If templates are used, player (who is playing for Nth time) will work toward recognition
of templates used instead of solving the quest iteself.
Partially this can be solved by making templates base really big.
But this is awkward solution.
IMO template are simply shallow syntax, we just need to deepen them by layering abstraction until it turn into a language. Then we create a system that can speak that language to create situation, but that's where we need meaning ... to have something to say. Basically template are shallow syntax with already embedded meaning, we need to separate the syntax from the meaning (and there I understand what I actually mean in my OP without even realizing it
THANKS
). TO be more precise we need to separate the meaning (the why) from the lexical element (who and what) and the structure (the syntax).
Regarding variety, we are already abusing template when it came to human creation. "Roguelike" is a template, some element are strongly specified (alea), some are weakly specified (fantasy theme). If you have a deep enough system you can change some variable and keep the experience fresh (like all rogue like are not the same, or any game in any genre). The other way is to change the context, the same event in different context can mean vastly different things, if I use the "I love you" template with a girl I just met, it would not have the same impact as if I'm dying in the hand of my long time friends who I know love me, but to who I never display any feeling.
Generating the rest of the plot based on player's decisions sounds good, but how you are going to evaluate player's decisions? When there is X-nary choice of possible answers, it is easy. But when you have some kind of sandbox word, it's going to be the problem of it's own.
It depend on how you design your quest and your game, how much focus action can be versus how loose the interaction are. I don't think you can make a tack-on plot generation over a generic world without thinking about how to implement tools in that world that would support the story function.
The quality of the identification of those function and how to pass them through the world is equally important as the quality of the generative data. For example, if you want forewarning, how do have information flow working in your world?

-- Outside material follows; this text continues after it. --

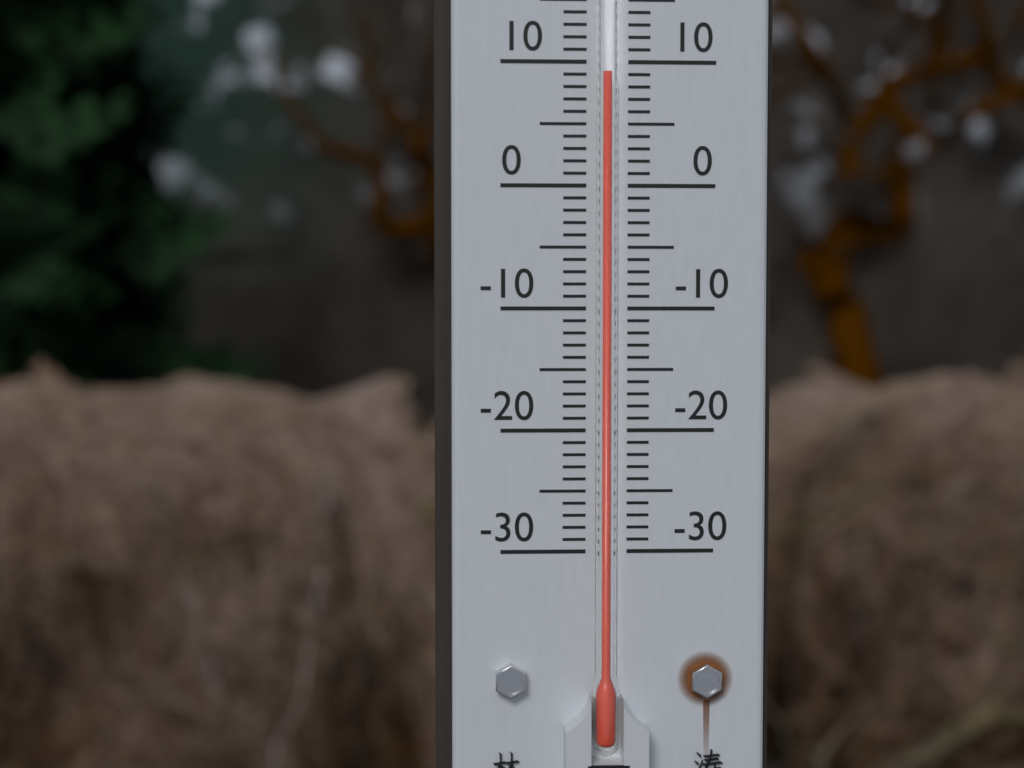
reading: 9 °C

In general it's a good things to create the world and the story generation around resource source and sink, wether is in world resource (exemple, money, health, monster spawn, npc, place, etc...) or just story resource (informations, emotion, tone, etc).
The more channel you identify from the world, the stronger the generation data can be link back to that world. You may have also channel in the other way (from the world to the generative system), it's only design and where you define constrain that will help you here, I think.
It's about generating/electing and setting the right element for the right task. We need to think in term of functions!
I'm very interested in procedural quests and plot. But so far I haven't found anything acceptable in this field.
I'm afraid that in order to make this, one need to create huge database of what is logical and have sense and what is not.
If you want to make street full of strangers, each busy with his own business, and only one stands out, such a database is a must.
As well as database of 'cause-effect relationship' information.
But isn't game already such a database by definition? IMO The database does no need to be huge, it need to be flexible so we can manipulate element in different ways. We need to think of generation as language rather than database.